Indeed, New York-based Nielsen SoundScan, which tracks music shipments, reports the recording industry shipped 22.3 million fewer CDs, cassette tapes and albums in 2001 than 2000. The Recording Industry Association of America reports CD shipments fell 7 percent in the first half of 2002, after falling 5 percent last year.
Meanwhile, RIAA cites estimates that music fans illegally download more than 2.6 billion music files a month on the Internet.
“The terrestrial retailers of music have seen their best day,” says Phil Leigh, digital music analyst with Raymond James Associates in St. Petersburg, Fla. “What Napster did during its season in the sun was demonstrate beyond the shadow of a doubt that the consumer is ready for music to be distributed over the Internet.”
Bernstein’s McGranahan agrees. Tower has done a “decent job” digging out of its problems, he says, but “regardless of what works, it’s not going to be selling packaged material in stores.”
But RIAA chairwoman Hilary Rosen says, “I’m not that pessimistic.
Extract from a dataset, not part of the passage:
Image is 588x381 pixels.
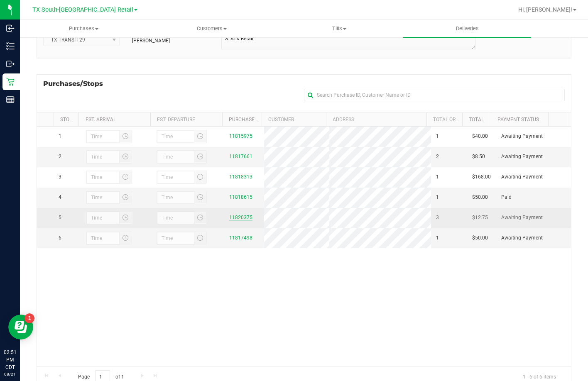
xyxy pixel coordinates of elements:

I think that shopping is a social experience and learning about new music is a social experience, and you don’t get that on KaZaa.
“I believe retailers have to re-energize music stores as social destinations,” she says, and Tower “set the bar for the in-store experience” where people wander aisles “checking stuff out.”
Burton, agreeing that a big shift to digital distribution is under way, notes that Tower’s Internet site now offers paid downloads from the Universal Music Group catalogue. But she says people will always enjoy the ambiance of big music stores and seeing bands perform.
“It’s a place to go, to find fellow enthusiasts and discover new music,” Burton says. “That will always have a place.”
This Christmas, 3,400 Tower employees are banking on it.